SAT / ACT participation
CRDC federal data · 2020-21Source: federal Civil Rights Data Collection (CRDC 2020-21). Volume — not score — is what's reported here. A higher count means more students at this school are entering the college admissions pipeline. Note: 2020-21 was COVID-disrupted; some districts (especially those that stayed remote longer) report unusually low or zero takers.
🎓 4-year graduation rate · federal EDFacts
What % of students graduate on time?
Bottom 39% of US high schools by 4-yr grad rate
Source: federal EDFacts ACGR (Adjusted Cohort Graduation Rate), 2019 vintage via Urban Institute. EDFacts publishes a range (low-high) to preserve privacy on small cohorts; we display the midpoint.
🏛️ Federal Title I context
High-poverty school
Title I Schoolwide eligible
≥75% of students qualify for free/reduced lunch. These schools qualify for the highest tier of federal Title I funding and typically receive extra wraparound services. Academic outcomes vary widely — check the state assessment + grad-rate tiles.
Source: NCES Common Core of Data, free/reduced-price lunch eligibility. The actual Title I designation is a district decision and may differ from eligibility — but the federal eligibility math is what we show here. We don't claim to assert whether the district formally chose to enroll this school in Title I.
Counselor capacity
Source: U.S. Department of Education, Civil Rights Data Collection 2020-2021. Counselor ratio = the school's most recent total enrollment ÷ counselor FTE. The American School Counselor Association (ASCA) recommends a 250:1 maximum; the US national median across schools with on-staff counselors is roughly 430:1.
Enrollment trend & projection
Total enrollment + grade 12, NCES Common Core of Data (2021–2024).
If the recent trend holds…
At its recent rate of -5.6%/year, projecting from 2024's 515 students:
≈ 130 fewer students by 2029 — a real revenue/relevance risk worth getting ahead of.

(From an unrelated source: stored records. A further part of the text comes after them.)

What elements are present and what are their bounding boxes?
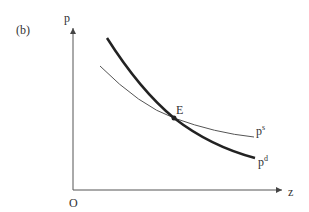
demand-label-sup: d xyxy=(264,154,268,163)
supply-label-sup: s xyxy=(262,123,265,132)
demand-curve xyxy=(107,38,255,158)
demand-label: pd xyxy=(258,155,268,168)
supply-curve xyxy=(100,66,254,137)
supply-label: ps xyxy=(256,124,265,137)
equilibrium-label: E xyxy=(176,104,183,116)
y-axis-label: p xyxy=(64,12,70,24)
diagram-canvas: (b) p z O E ps pd xyxy=(0,0,309,212)
panel-label: (b) xyxy=(16,24,30,36)
origin-label: O xyxy=(69,197,78,209)
diagram-svg xyxy=(0,0,309,212)
x-axis-label: z xyxy=(288,186,293,198)
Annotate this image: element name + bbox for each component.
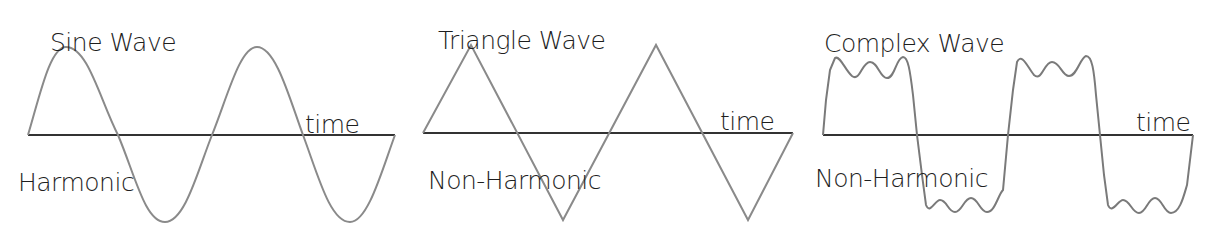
triangle-classification: Non-Harmonic (428, 168, 601, 193)
sine-axis-label: time (305, 112, 359, 137)
complex-classification: Non-Harmonic (815, 166, 988, 191)
sine-classification: Harmonic (18, 170, 134, 195)
complex-axis-label: time (1136, 110, 1190, 135)
triangle-axis-label: time (720, 109, 774, 134)
complex-title: Complex Wave (824, 31, 1004, 56)
sine-title: Sine Wave (50, 30, 176, 55)
triangle-title: Triangle Wave (438, 28, 605, 53)
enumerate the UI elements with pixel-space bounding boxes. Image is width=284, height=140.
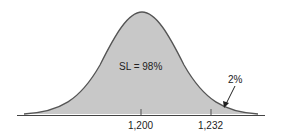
tick-label-mean: 1,200 bbox=[128, 120, 153, 131]
service-level-label: SL = 98% bbox=[119, 61, 162, 72]
tail-percent-label: 2% bbox=[228, 74, 242, 85]
tail-arrow-line bbox=[226, 86, 235, 104]
tick-label-threshold: 1,232 bbox=[198, 120, 223, 131]
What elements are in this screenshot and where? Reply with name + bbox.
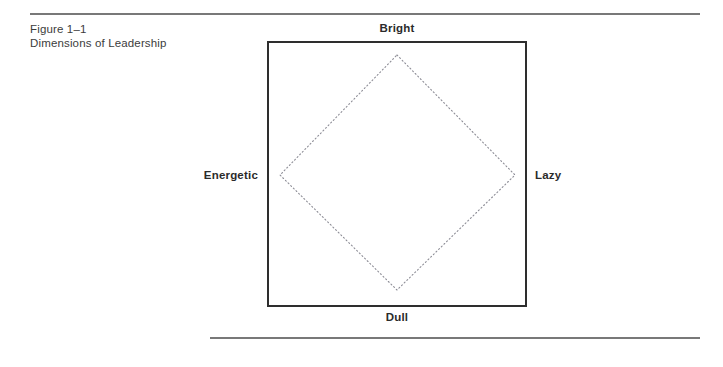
axis-label-top: Bright xyxy=(267,22,527,34)
figure-title: Dimensions of Leadership xyxy=(30,36,167,50)
axis-label-right: Lazy xyxy=(535,169,561,181)
diamond-outline xyxy=(280,55,515,290)
footer-rule xyxy=(210,337,700,339)
header-rule xyxy=(30,13,700,15)
axis-label-bottom: Dull xyxy=(267,311,527,323)
figure-number: Figure 1–1 xyxy=(30,22,167,36)
axis-label-left: Energetic xyxy=(204,169,258,181)
leadership-dimensions-diagram xyxy=(267,41,527,307)
dotted-diamond xyxy=(267,41,527,307)
figure-caption: Figure 1–1 Dimensions of Leadership xyxy=(30,22,167,50)
figure-page: { "figure": { "caption_lines": [ "Figure… xyxy=(0,0,723,367)
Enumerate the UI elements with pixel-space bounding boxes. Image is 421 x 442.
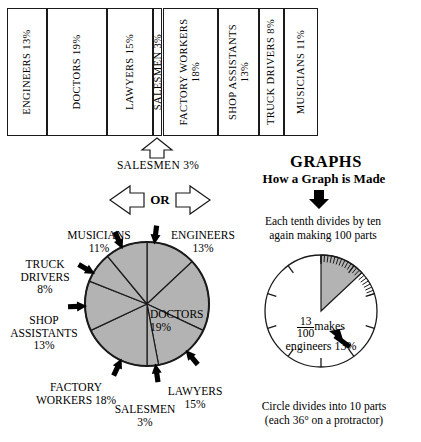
- pie-label-shop-assistants: SHOPASSISTANTS13%: [0, 314, 88, 352]
- pie-label-line: MUSICIANS: [67, 229, 130, 241]
- bar-segment-label-truck-drivers: TRUCK DRIVERS 8%: [265, 19, 277, 125]
- pie-label-line: 13%: [33, 339, 54, 351]
- protractor-minor-tick: [359, 275, 364, 279]
- protractor-highlight-wedge: [321, 255, 362, 311]
- page-subtitle: How a Graph is Made: [226, 171, 421, 187]
- pie-label-line: 11%: [89, 242, 110, 254]
- pie-label-line: TRUCK: [26, 258, 65, 270]
- salesmen-up-arrow-icon: [139, 137, 175, 159]
- pie-label-line: ASSISTANTS: [10, 327, 77, 339]
- protractor-minor-tick: [367, 290, 374, 293]
- pie-label-line: 8%: [37, 283, 52, 295]
- poster-canvas: ENGINEERS 13%DOCTORS 19%LAWYERS 15%SALES…: [0, 0, 421, 442]
- or-connector: OR: [104, 182, 216, 218]
- pie-label-line: SHOP: [29, 314, 58, 326]
- bar-segment-label-musicians: MUSICIANS 11%: [295, 30, 307, 114]
- bar-segment-label-lawyers: LAWYERS 15%: [124, 34, 136, 110]
- pie-label-line: DOCTORS: [150, 308, 203, 320]
- bar-segment-musicians[interactable]: MUSICIANS 11%: [284, 8, 318, 136]
- bar-segment-salesmen[interactable]: SALESMEN 3%: [153, 8, 162, 136]
- protractor-major-tick: [288, 266, 293, 273]
- stacked-bar-chart: ENGINEERS 13%DOCTORS 19%LAWYERS 15%SALES…: [7, 8, 318, 136]
- or-label: OR: [104, 182, 216, 218]
- pie-label-doctors: DOCTORS19%: [150, 308, 220, 333]
- protractor-minor-tick: [362, 281, 368, 285]
- bar-segment-label-doctors: DOCTORS 19%: [71, 34, 83, 109]
- pie-label-line: 13%: [192, 242, 213, 254]
- bar-segment-lawyers[interactable]: LAWYERS 15%: [107, 8, 154, 136]
- fraction-13-over-100: 13 100: [297, 316, 314, 339]
- bar-segment-factory-workers[interactable]: FACTORY WORKERS 18%: [163, 8, 219, 136]
- fraction-suffix: makes: [314, 319, 345, 333]
- pie-label-truck-drivers: TRUCKDRIVERS8%: [6, 258, 84, 296]
- protractor-circle-diagram: [258, 248, 384, 374]
- pie-label-engineers: ENGINEERS13%: [158, 229, 248, 254]
- protractor-minor-tick: [368, 294, 375, 296]
- protractor-top-note: Each tenth divides by ten again making 1…: [230, 214, 416, 242]
- bar-segment-label-engineers: ENGINEERS 13%: [21, 29, 33, 114]
- fraction-denominator: 100: [297, 327, 314, 339]
- protractor-note-line2: again making 100 parts: [269, 229, 377, 241]
- protractor-caption: Circle divides into 10 parts (each 36° o…: [228, 399, 420, 427]
- bar-segment-truck-drivers[interactable]: TRUCK DRIVERS 8%: [259, 8, 284, 136]
- fraction-note: 13 100 makes engineers 13%: [258, 316, 384, 353]
- pie-label-line: 19%: [150, 321, 171, 333]
- pie-label-line: DRIVERS: [20, 271, 69, 283]
- pie-label-line: 15%: [184, 398, 205, 410]
- pie-label-line: FACTORY: [50, 381, 102, 393]
- protractor-note-line1: Each tenth divides by ten: [265, 215, 381, 227]
- protractor-major-tick: [268, 294, 277, 297]
- salesmen-callout-label: SALESMEN 3%: [88, 159, 228, 171]
- fraction-result: engineers 13%: [286, 339, 357, 353]
- bar-segment-engineers[interactable]: ENGINEERS 13%: [7, 8, 47, 136]
- protractor-caption-line2: (each 36° on a protractor): [265, 414, 383, 426]
- bar-segment-label-factory-workers: FACTORY WORKERS 18%: [178, 13, 202, 131]
- bar-segment-doctors[interactable]: DOCTORS 19%: [47, 8, 106, 136]
- bar-segment-label-shop-assistants: SHOP ASSISTANTS 13%: [227, 13, 251, 131]
- pie-label-lawyers: LAWYERS15%: [162, 385, 228, 410]
- pie-label-line: LAWYERS: [168, 385, 223, 397]
- protractor-minor-tick: [365, 287, 371, 290]
- protractor-minor-tick: [364, 284, 370, 287]
- page-title: GRAPHS: [236, 152, 416, 172]
- protractor-minor-tick: [361, 278, 367, 282]
- pie-label-musicians: MUSICIANS11%: [54, 229, 144, 254]
- pie-label-line: ENGINEERS: [171, 229, 235, 241]
- pie-label-line: 3%: [137, 416, 152, 428]
- bar-segment-shop-assistants[interactable]: SHOP ASSISTANTS 13%: [218, 8, 258, 136]
- fraction-numerator: 13: [297, 316, 314, 327]
- down-arrow-icon: [308, 190, 330, 210]
- protractor-caption-line1: Circle divides into 10 parts: [262, 400, 387, 412]
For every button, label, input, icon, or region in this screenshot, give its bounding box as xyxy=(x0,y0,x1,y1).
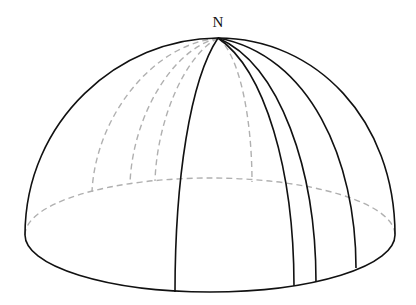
visible-meridian-1 xyxy=(175,38,218,292)
hidden-meridian-2 xyxy=(130,38,218,184)
hidden-meridian-3 xyxy=(155,38,218,181)
hidden-meridian-4 xyxy=(218,38,252,182)
hidden-meridian-1 xyxy=(92,38,218,192)
dome-outline xyxy=(25,38,395,235)
north-pole-label: N xyxy=(213,14,224,30)
base-ellipse-back xyxy=(25,178,395,235)
hemisphere-diagram: N xyxy=(0,0,416,305)
visible-meridian-2 xyxy=(218,38,294,286)
hemisphere-svg: N xyxy=(0,0,416,305)
visible-meridian-3 xyxy=(218,38,316,282)
visible-meridian-4 xyxy=(218,38,356,268)
base-ellipse-front xyxy=(25,235,395,292)
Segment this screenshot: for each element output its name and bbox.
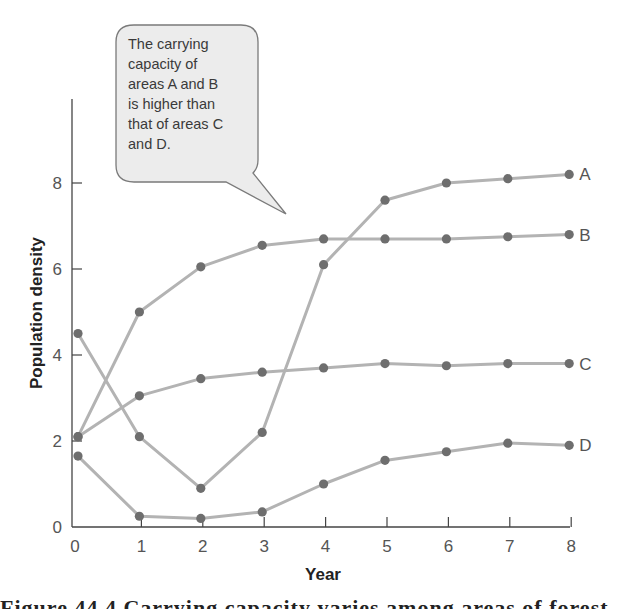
- series-label-d: D: [579, 436, 591, 455]
- data-point: [73, 432, 82, 441]
- data-point: [196, 514, 205, 523]
- data-point: [442, 447, 451, 456]
- data-point: [319, 260, 328, 269]
- data-point: [196, 374, 205, 383]
- series-label-a: A: [579, 165, 591, 184]
- figure-caption: Figure 44.4 Carrying capacity varies amo…: [0, 595, 620, 609]
- y-tick-label: 2: [53, 432, 62, 451]
- data-point: [380, 359, 389, 368]
- data-point: [258, 241, 267, 250]
- data-point: [73, 451, 82, 460]
- series-layer: ABCD: [73, 165, 591, 523]
- data-point: [319, 234, 328, 243]
- data-point: [565, 441, 574, 450]
- callout-line: and D.: [128, 136, 171, 152]
- data-point: [380, 196, 389, 205]
- x-tick-label: 5: [382, 537, 391, 556]
- series-line: [78, 174, 569, 488]
- data-point: [258, 428, 267, 437]
- series-line: [78, 364, 569, 437]
- x-tick-label: 2: [198, 537, 207, 556]
- data-point: [319, 479, 328, 488]
- x-tick-label: 3: [259, 537, 268, 556]
- data-point: [135, 391, 144, 400]
- data-point: [196, 484, 205, 493]
- data-point: [565, 170, 574, 179]
- data-point: [442, 234, 451, 243]
- data-point: [442, 178, 451, 187]
- x-tick-label: 7: [505, 537, 514, 556]
- data-point: [196, 262, 205, 271]
- data-point: [135, 432, 144, 441]
- data-point: [135, 307, 144, 316]
- data-point: [380, 456, 389, 465]
- x-tick-label: 0: [70, 537, 79, 556]
- y-tick-label: 6: [53, 260, 62, 279]
- x-tick-label: 8: [566, 537, 575, 556]
- callout-line: is higher than: [128, 96, 215, 112]
- series-label-c: C: [579, 355, 591, 374]
- y-tick-label: 4: [53, 346, 62, 365]
- data-point: [73, 329, 82, 338]
- data-point: [380, 234, 389, 243]
- data-point: [503, 174, 512, 183]
- series-a: [78, 174, 569, 488]
- y-tick-label: 8: [53, 174, 62, 193]
- data-point: [258, 507, 267, 516]
- x-ticks: 012345678: [70, 517, 576, 556]
- data-point: [319, 363, 328, 372]
- callout-line: The carrying: [128, 36, 209, 52]
- series-c: [78, 364, 569, 437]
- x-tick-label: 6: [444, 537, 453, 556]
- series-label-b: B: [579, 226, 590, 245]
- data-point: [565, 230, 574, 239]
- y-axis-title: Population density: [27, 236, 46, 389]
- x-tick-label: 4: [321, 537, 330, 556]
- callout-line: areas A and B: [128, 76, 218, 92]
- data-point: [135, 512, 144, 521]
- y-tick-label: 0: [53, 518, 62, 537]
- data-point: [565, 359, 574, 368]
- data-point: [442, 361, 451, 370]
- callout-bubble: The carryingcapacity ofareas A and Bis h…: [116, 25, 286, 214]
- x-tick-label: 1: [137, 537, 146, 556]
- line-chart: The carryingcapacity ofareas A and Bis h…: [0, 0, 620, 609]
- data-point: [503, 232, 512, 241]
- callout-line: capacity of: [128, 56, 198, 72]
- figure-caption-text: Figure 44.4 Carrying capacity varies amo…: [0, 597, 620, 609]
- y-ticks: 02468: [53, 174, 82, 537]
- callout-line: that of areas C: [128, 116, 223, 132]
- data-point: [258, 368, 267, 377]
- x-axis-title: Year: [305, 565, 341, 584]
- data-point: [503, 439, 512, 448]
- axes: 02468 012345678 Year Population density: [27, 99, 576, 584]
- data-point: [503, 359, 512, 368]
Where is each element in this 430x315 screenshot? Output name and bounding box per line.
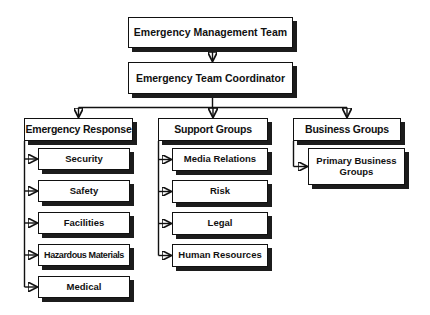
node-label: Emergency Management Team xyxy=(134,26,287,38)
org-chart-canvas: Emergency Management Team Emergency Team… xyxy=(0,0,430,315)
node-label: Support Groups xyxy=(174,123,252,135)
node-label: Business Groups xyxy=(305,123,389,135)
node-facilities: Facilities xyxy=(38,212,130,234)
node-legal: Legal xyxy=(172,212,268,235)
node-emergency-management-team: Emergency Management Team xyxy=(128,17,293,48)
node-support-groups: Support Groups xyxy=(158,118,268,141)
node-label: Legal xyxy=(208,218,233,229)
node-label: Emergency Response xyxy=(25,123,131,135)
node-emergency-team-coordinator: Emergency Team Coordinator xyxy=(128,62,293,94)
node-label: Emergency Team Coordinator xyxy=(136,72,285,84)
node-business-groups: Business Groups xyxy=(293,118,401,141)
node-label: Facilities xyxy=(64,218,105,229)
node-label: Medical xyxy=(67,282,102,293)
node-risk: Risk xyxy=(172,180,268,203)
node-security: Security xyxy=(38,148,130,170)
node-hazardous-materials: Hazardous Materials xyxy=(38,244,130,266)
node-primary-business-groups: Primary Business Groups xyxy=(308,148,405,185)
node-emergency-response: Emergency Response xyxy=(24,118,133,141)
node-label: Safety xyxy=(70,186,99,197)
node-medical: Medical xyxy=(38,276,130,298)
node-safety: Safety xyxy=(38,180,130,202)
node-media-relations: Media Relations xyxy=(172,148,268,171)
node-label: Primary Business Groups xyxy=(313,156,400,178)
node-label: Human Resources xyxy=(178,250,261,261)
node-human-resources: Human Resources xyxy=(172,244,268,267)
node-label: Risk xyxy=(210,186,230,197)
node-label: Hazardous Materials xyxy=(44,250,124,260)
node-label: Security xyxy=(65,154,103,165)
node-label: Media Relations xyxy=(184,154,256,165)
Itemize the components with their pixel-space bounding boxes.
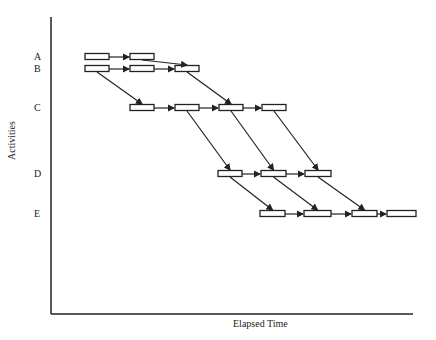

An extrapolation of the recent trajectory, not a forecast of the school's plans; ignores one-off shocks.
Revenue at risk
At $16,318 per student in district revenue, the 130 students projected to be lost by 2029 represent ≈ $2,121,340/year in funding at risk.
District total revenue ÷ enrollment, NCES F-33. Public funding largely follows enrollment, so a shrinking class is a recurring budget hit.
Nearby high schools — the local competition
The closest high schools families here also consider, and where their enrollment is heading.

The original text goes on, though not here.